One of the problems with high standards (I don't think they are high) is that people who don’t hold themselves accountable find them threatening because it impacts their positive self-image negatively, and it shows them a reflection of what the weakness they are deliberately avoiding in themselves. It brings out shame. But honestly, who cares about the self-image and self-esteem of people who are protecting their feelings by ignoring their blindsides and making excuses for themselves? They don't deserve mindfulness because of their lack of self-honesty and lack of honorable traits. We are not honorable if we are not living by the above code, and only the honorable deserve anything less than knife-hands when dealing with them.

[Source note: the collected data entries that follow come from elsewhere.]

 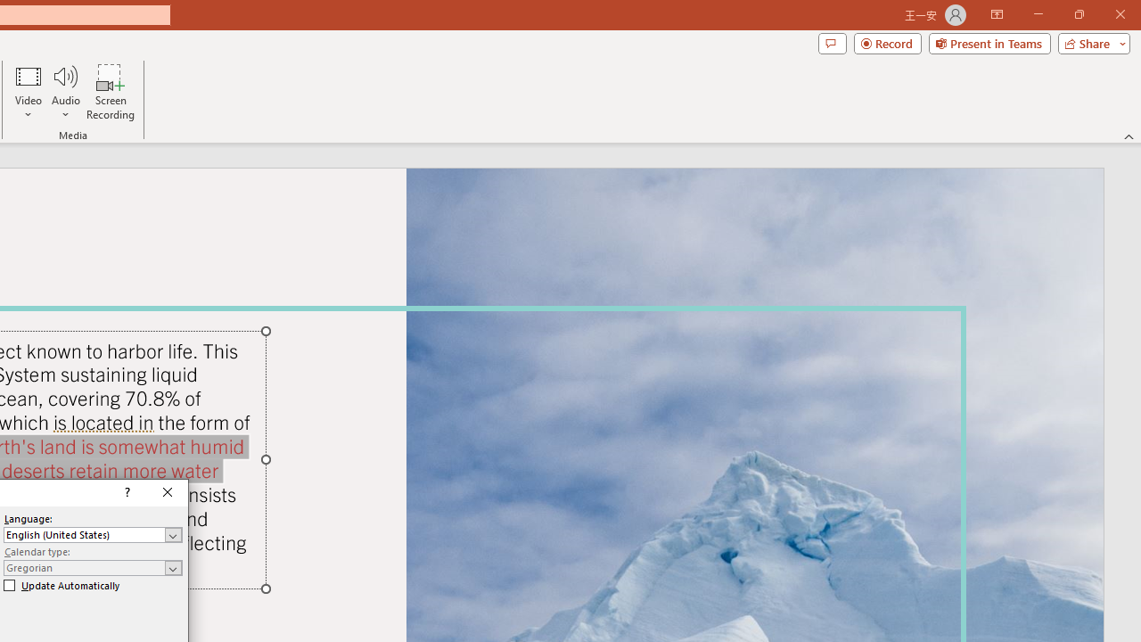 I want to click on Video, so click(x=29, y=91).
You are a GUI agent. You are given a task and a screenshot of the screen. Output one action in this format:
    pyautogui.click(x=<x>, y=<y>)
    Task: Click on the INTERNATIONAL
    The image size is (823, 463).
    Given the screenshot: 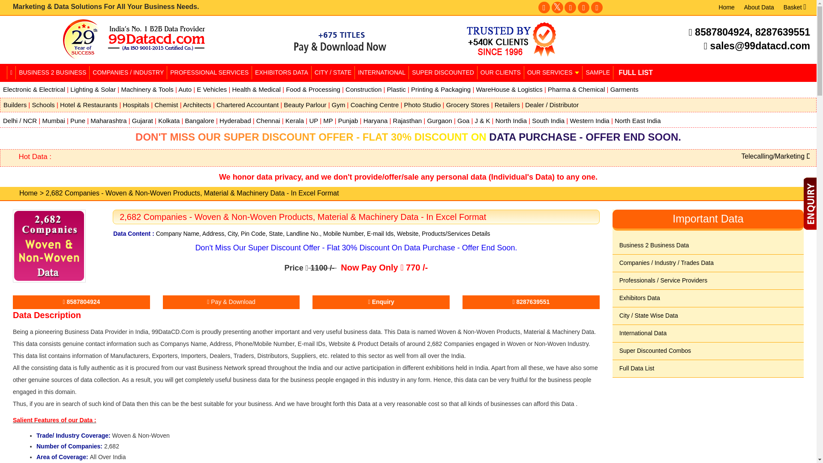 What is the action you would take?
    pyautogui.click(x=382, y=72)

That other personality are not the ones pushing the world morally forward. We can all picture the type of person who needs success just to like what they see in the mirror. Everything for them is about self-approval. They don’t think about others, don’t try to understand a different perspective. It’s alien to them. They never grow beyond the need to validate themselves. And a lot of these personalities are the ones who end up in power. Power becomes a comfort system for their ego — a stage where they can pretend the world revolves around their fragile identity. Sure, some may do good things accidentally or as a side effect. But they could still do those good things without the narcissism—if we simply held them to a higher standard. A little discomfort won’t kill them. In fact, it might be the only thing that saves them. This is what I demand from myself. It is not too much to ask of others.


When power is almost exclusively used to maximize the comfort of those who have is evidence of weakness and pathetic rot in society. It is weakness. It is pathetic. The only people worthy of power are those who use it to move things forward for everyone else. All that is weak is an invitation and moral right to make broken. So break those kind of people in half in front of them and those around them. The benefits we get from doing the mission—wealth, praise, whatever—are byproducts, not the point. We are not the goal. The mission is.